Metalenz's lens on a chip
Metalenz's nanostructures, built using standard semiconductor processes, can replace the lenses in cell phone camera modules
Photo: Metalenz

It’s been a good decade or so for the makers of plastic lenses. In recent years, smartphone manufactures have been adding camera modules, going from one to two to five or more. And each of those camera modules contains several plastic lenses. Over the years, these lenses have changed little, though image processing software has improved a lot, merging images from multiple camera modules into one high quality picture and enabling selective focus and other features.

The glory days of the plastic camera lens, however, may be drawing to a close. At least that’s the hope of Metalenz, a Boston-area startup that officially took its wraps off today.

The company aims to replace plastic lenses with waveguides built out of silicon nanostructures using traditional semiconductor processing techniques. Metalenz’s technology grew out of work done at Harvard’s John A. Paulson School of Engineering and Applied Sciences. Harvard is not the only university laboratory that has investigated metastructures for use as optical wave guides— Columbia, the University of Michigan, and King Abdulla University of Science and Technology in Saudi Arabia are among the institutions with teams researching the technology. However, Harvard’s team, led by applied physics professor Federico Capasso, was the first group to be able to focus the full spectrum of visible light using a metalens.

Capasso cofounded Metalenz in 2017 with Robert Devlin, who worked on the Harvard project as part of his Ph.D. research. The company has an exclusive license to Harvard’s patents related to metalenses.
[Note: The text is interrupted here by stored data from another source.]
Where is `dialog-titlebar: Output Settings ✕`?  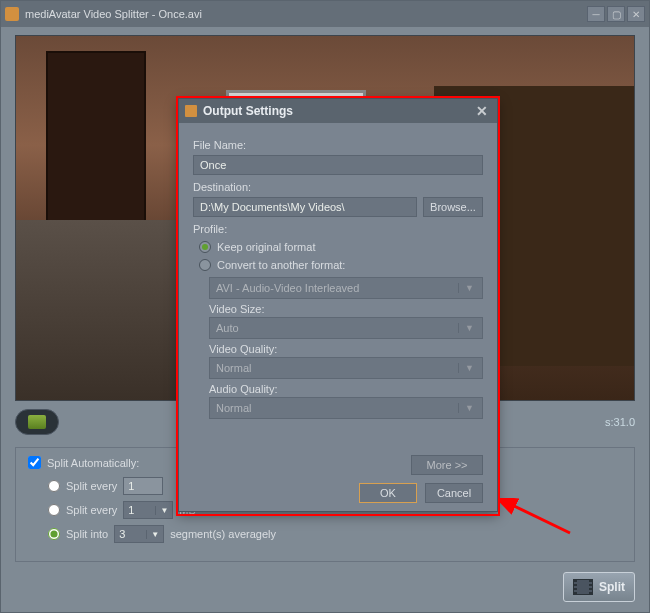 dialog-titlebar: Output Settings ✕ is located at coordinates (338, 111).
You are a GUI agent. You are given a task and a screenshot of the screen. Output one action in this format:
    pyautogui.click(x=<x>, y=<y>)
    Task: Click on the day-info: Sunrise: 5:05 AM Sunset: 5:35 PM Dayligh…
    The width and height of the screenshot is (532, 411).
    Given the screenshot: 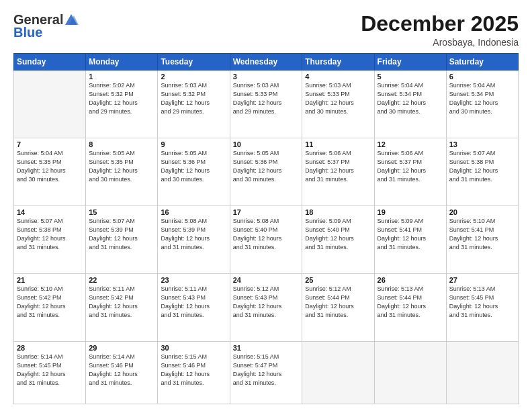 What is the action you would take?
    pyautogui.click(x=122, y=167)
    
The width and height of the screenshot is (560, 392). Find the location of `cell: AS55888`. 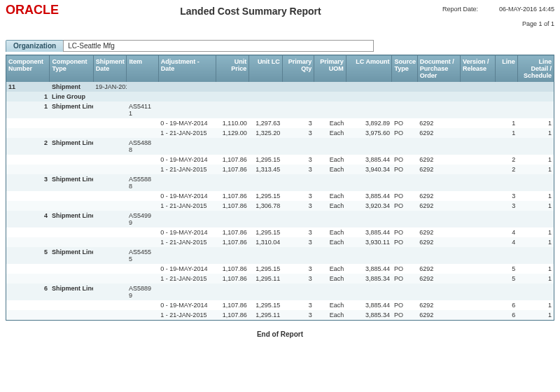

cell: AS55888 is located at coordinates (143, 183).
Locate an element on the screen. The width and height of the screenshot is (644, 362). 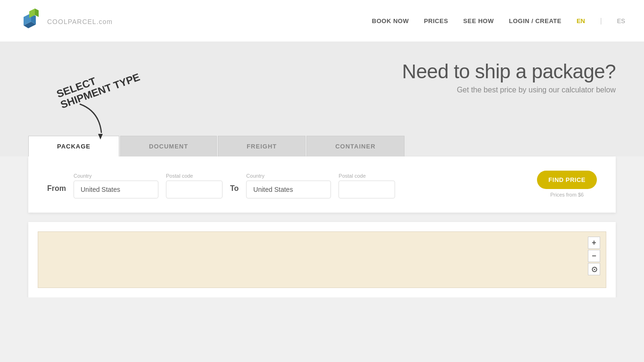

Devlin says that a metalens has several advantages.

“Producing a lens via semiconductor processes reduces the complexity of what is now a multistep process to build a camera module. And it could lead to much smaller modules, with the lens attaching directly to the surface of the sensor, instead of using more complex packaging methods,” he says.

Also, Devlin pointed out, “with a variety of these structures on the same chip, one metalens can act like multiple plastic lenses, allowing the image processing software to combine images to improve image quality in the same way it combines images from separate camera modules today.”

Metalenz has raised $10 million to scale up production of its devices, with investors including 3M Ventures, Applied Ventures, Intel Capital, M Ventures, and TDK Ventures. The company expects to ship its first chips in early 2022. These will be for use in 3D imaging.

“3D cameras are even more complex than traditional cameras,” says Devlin. “They have multiple lenses, sometimes made by different suppliers, and a laser that illuminates the scene. We bring less complexity, and, because we can get more light to the sensor, the laser doesn’t have to be as bright or shine as long, so we can increase battery life.”

For now, Metalenz is aiming to replace the existing camera modules in cell phones, But Devlin anticipates that in the future, the technology will allow new imaging tools to move into mobile devices.

“We can combine different types of optics in a single layer, so things that now are too big and bulky to leave a lab or medical facility because they contain many large lenses—like a spectrometer—can shrink down to a size and price point that will allow them to fit in anybody’s pocket.”